Fantastic Universe January 1954 They Twinkled Like Jewels
By Philip Jose Farmer; Read by Gregg Margarite
1 |MP3| – Approx. 38 Minutes [UNABRIDGED]
Publisher: LibriVox.org
Published: August 7, 2009
It was only a year and a half ago that Phil Farmer, till then a totally unknown (editorially speaking at any rate) young man of Peoria, wrote himself a novel that won him instantaneous acclaim as perhaps the hottest new science fiction writer currently astir. Its title was The Lovers and since then he has gone right on proving himself a top-hand craftsman. From Fantastic Universe January 1954.

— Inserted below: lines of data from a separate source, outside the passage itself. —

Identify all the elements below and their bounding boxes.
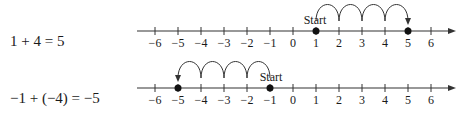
row-1-axis-arrowhead [448, 28, 456, 34]
row-2-tick-label: −2 [241, 93, 254, 107]
row-1-start-label: Start [304, 13, 327, 27]
row-2-tick-label: −4 [195, 93, 208, 107]
row-2-axis-arrowhead [448, 85, 456, 91]
row-1-hop-arc [362, 5, 385, 22]
row-1-tick-label: 4 [382, 36, 388, 50]
row-1-hop-arc [385, 5, 408, 22]
row-2-tick-label: −6 [149, 93, 162, 107]
row-1-start-point [313, 28, 320, 35]
row-2-tick-label: 0 [290, 93, 296, 107]
row-1-tick-label: 1 [313, 36, 319, 50]
row-1-end-point [405, 28, 412, 35]
row-2-tick-label: −3 [218, 93, 231, 107]
row-1-tick-label: 0 [290, 36, 296, 50]
row-2-start-point [267, 85, 274, 92]
row-1-tick-label: 5 [405, 36, 411, 50]
row-2-hop-arrowhead [175, 75, 181, 82]
row-1-tick-label: 3 [359, 36, 365, 50]
row-2-tick-label: 1 [313, 93, 319, 107]
row-1-tick-label: −3 [218, 36, 231, 50]
row-2-tick-label: 4 [382, 93, 388, 107]
row-1-tick-label: 2 [336, 36, 342, 50]
row-1-hop-arrowhead [405, 18, 411, 25]
row-2-tick-label: 6 [428, 93, 434, 107]
number-line-diagram: −6−5−4−3−2−10123456Start−6−5−4−3−2−10123… [0, 0, 468, 119]
row-2-hop-arc [178, 62, 201, 79]
row-1-tick-label: 6 [428, 36, 434, 50]
row-2-end-point [175, 85, 182, 92]
row-1-hop-arc [339, 5, 362, 22]
row-2-tick-label: 5 [405, 93, 411, 107]
row-2-tick-label: 3 [359, 93, 365, 107]
row-2-tick-label: −5 [172, 93, 185, 107]
row-1-tick-label: −4 [195, 36, 208, 50]
row-1-tick-label: −6 [149, 36, 162, 50]
row-2-start-label: Start [260, 70, 283, 84]
row-1-tick-label: −5 [172, 36, 185, 50]
row-2-hop-arc [201, 62, 224, 79]
row-1-tick-label: −1 [264, 36, 277, 50]
row-2-tick-label: 2 [336, 93, 342, 107]
row-2-tick-label: −1 [264, 93, 277, 107]
row-2-hop-arc [224, 62, 247, 79]
row-1-tick-label: −2 [241, 36, 254, 50]
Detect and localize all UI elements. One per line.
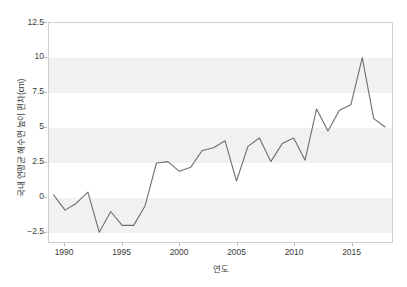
x-tick-label: 1990 [44,247,84,257]
y-tick-mark [44,127,47,128]
x-tick-mark [179,243,180,246]
x-tick-mark [352,243,353,246]
x-tick-label: 1995 [102,247,142,257]
sea-level-line-series [49,23,392,242]
x-axis-title: 연도 [48,262,393,274]
y-axis-tick-labels: −2.502.557.51012.5 [0,0,44,287]
x-tick-label: 2005 [217,247,257,257]
x-tick-mark [122,243,123,246]
y-tick-label: 10 [2,52,44,61]
x-tick-mark [237,243,238,246]
y-tick-mark [44,197,47,198]
y-tick-mark [44,162,47,163]
plot-area [48,22,393,243]
y-tick-mark [44,92,47,93]
y-tick-mark [44,22,47,23]
y-tick-label: 12.5 [2,18,44,27]
chart-figure: 국내 연평균 해수면 높이 편차(cm) −2.502.557.51012.5 … [0,0,407,287]
x-tick-mark [294,243,295,246]
y-tick-label: 2.5 [2,157,44,166]
y-tick-label: 0 [2,192,44,201]
y-tick-label: −2.5 [2,227,44,236]
y-tick-mark [44,232,47,233]
y-tick-label: 5 [2,122,44,131]
x-tick-mark [64,243,65,246]
x-tick-label: 2015 [332,247,372,257]
y-tick-label: 7.5 [2,87,44,96]
x-tick-label: 2010 [274,247,314,257]
series-polyline [54,58,386,233]
x-tick-label: 2000 [159,247,199,257]
y-tick-mark [44,57,47,58]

LibriVox - Warm by Robert SheckleyWarm
By Robert Sheckley; Read by Bellona Times
1 |MP3| – Approx. 23 Minutes [UNABRIDGED]
Publisher: LibriVox.org
Published: August 7, 2009
It was a joyous journey Anders set out on … to reach his goal … but look where he wound up! From Galaxy Science Fiction June 1953.


Amazing Science Fiction Stories April 1959Wind
By Charles L. Fontenay; Read by Linda Dodge
1 |MP3| – Approx. 38 Minutes [UNABRIDGED]
Publisher: LibriVox.org
Published: August 7, 2009
When you have an engine with no fuel, and fuel without an engine, and a life-and-death deadline to meet, you have a problem indeed. Unless you are a stubborn Dutchman—and Jan Van Artevelde was the stubbornest Dutchman on Venus. From Amazing Science Fiction Stories April 1959.